Mother was perfectly silent a long while, looking at me.
“The man got away,” Hatsumomo went on, “but I think Chiyo may have sold some of my jewelry to raise money. She’s planning to run away from the okiya, Mother, that’s what I think… after we’ve been so kind to her!”
“All right, Hatsumomo,” Mother said. “That’s quite enough. You and Auntie go into your room and find out what’s missing.”
The moment I was alone with Mother, I looked up at her from where I knelt on the floor and whispered, “Mother, it isn’t true… Hatsumomo was in the maids’ room with her boyfriend. She’s angry about something, and she’s taking it out on me. I didn’t take anything from her!”
Mother didn’t speak. I wasn’t even sure she’d heard me. Soon Hatsumomo came out and said she was missing a brooch used for decorating the front of an obi.
“My emerald brooch, Mother!” she kept saying, and crying just like a fine actress. “She’s sold my emerald brooch to that horrible man! It was my brooch! Who does she think she is to steal such a thing from me!”
“Search the girl,” Mother said.
Once when I was a little child of six or so, I watched a spider spinning its web in a corner of the house. Before the spider had even finished its job, a mosquito flew right into the web and was trapped there. The spider didn’t pay it any attention at first, but went on with what it was doing; only when it was finished did it creep over on its pointy toes and sting that poor mosquito to death.
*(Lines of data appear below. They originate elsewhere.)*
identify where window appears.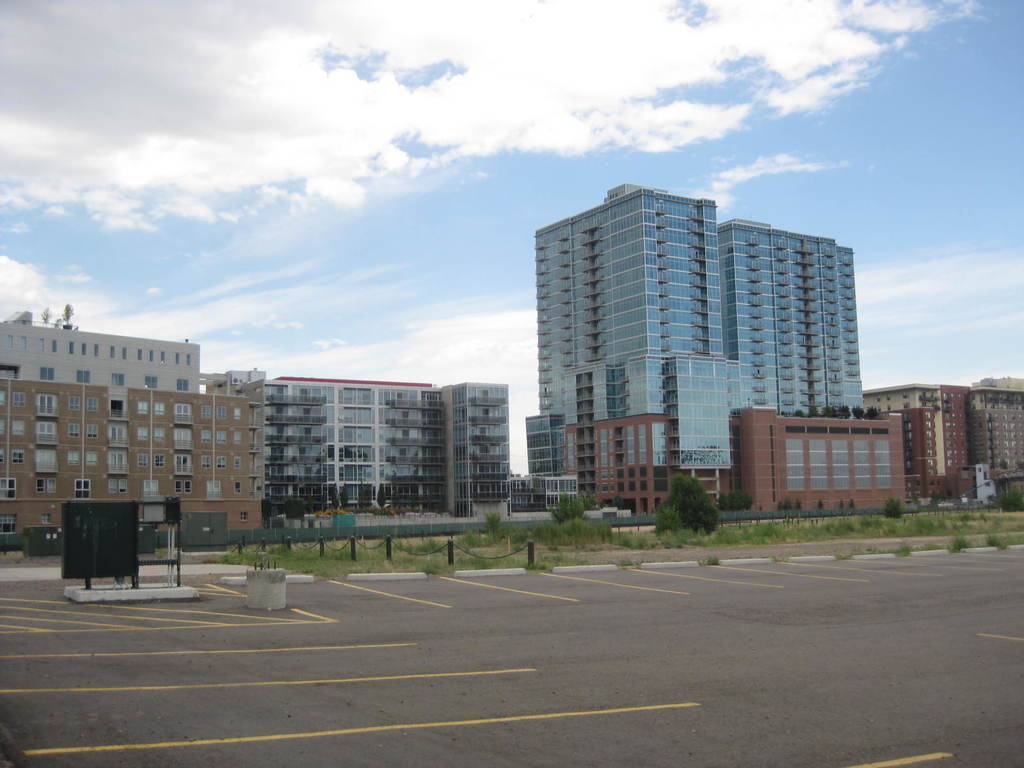
Appears at box=[132, 399, 147, 410].
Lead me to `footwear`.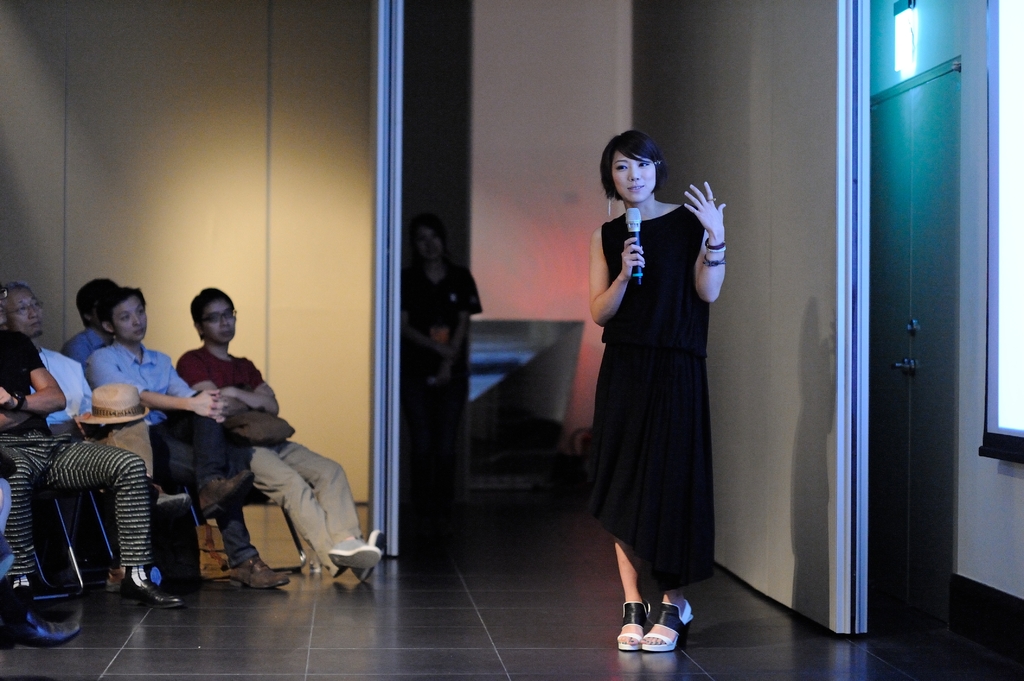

As I sat there on that wooden floor and watched Hatsumomo come reaching for me with her delicate fingers, I knew I was trapped in a web she had spun for me. I could do nothing to explain the cash I was carrying beneath my sash. When she drew it out, Mother took it from her and counted it.
“You’re a fool to sell an emerald brooch for so little,” she said to me. “Particularly since it will cost you a good deal more to replace it.”
She tucked the money into her own sleeping robe, and then said to Hatsumomo:
“You had a boyfriend here in the okiya tonight.”
Hatsumomo was taken aback by this; but she didn’t hesitate to reply, “Whatever gave you such an idea, Mother?”
There was a long pause, and then Mother said to Auntie, “Hold her arms.”
Auntie took Hatsumomo by the arms and held her from behind, while Mother began to pull open the seams of Hatsumomo’s kimono at the thigh. I thought Hatsumomo would resist, but she didn’t. She looked at me with cold eyes as Mother gathered up the koshimaki and pushed her knees apart. Then Mother reached up between her legs, and when her hand came out again her fingertips were wet. She rubbed her thumb and fingers together for a time, and then smelled them. After this she drew back her hand and slapped Hatsumomo across the face, leaving a streak of moisture.
Hatsumomo wasn’t the only one angry at me the following day, because Mother ordered that all the maids be denied servings of dried fish for six weeks as punishment for having tolerated Hatsumomo’s boyfriend in the okiya. I don’t think the maids could have been more upset with me if I’d actually stolen the food from their bowls with my own hands; and as for Pumpkin, she began to cry when she found out what Mother had ordered. But to tell the truth, I didn’t feel as uneasy as you might imagine to have everyone glowering at me, and to have the cost of an obi brooch I’d never seen or even touched added to my debts. Anything that made life more difficult for me only strengthened my determination to run away.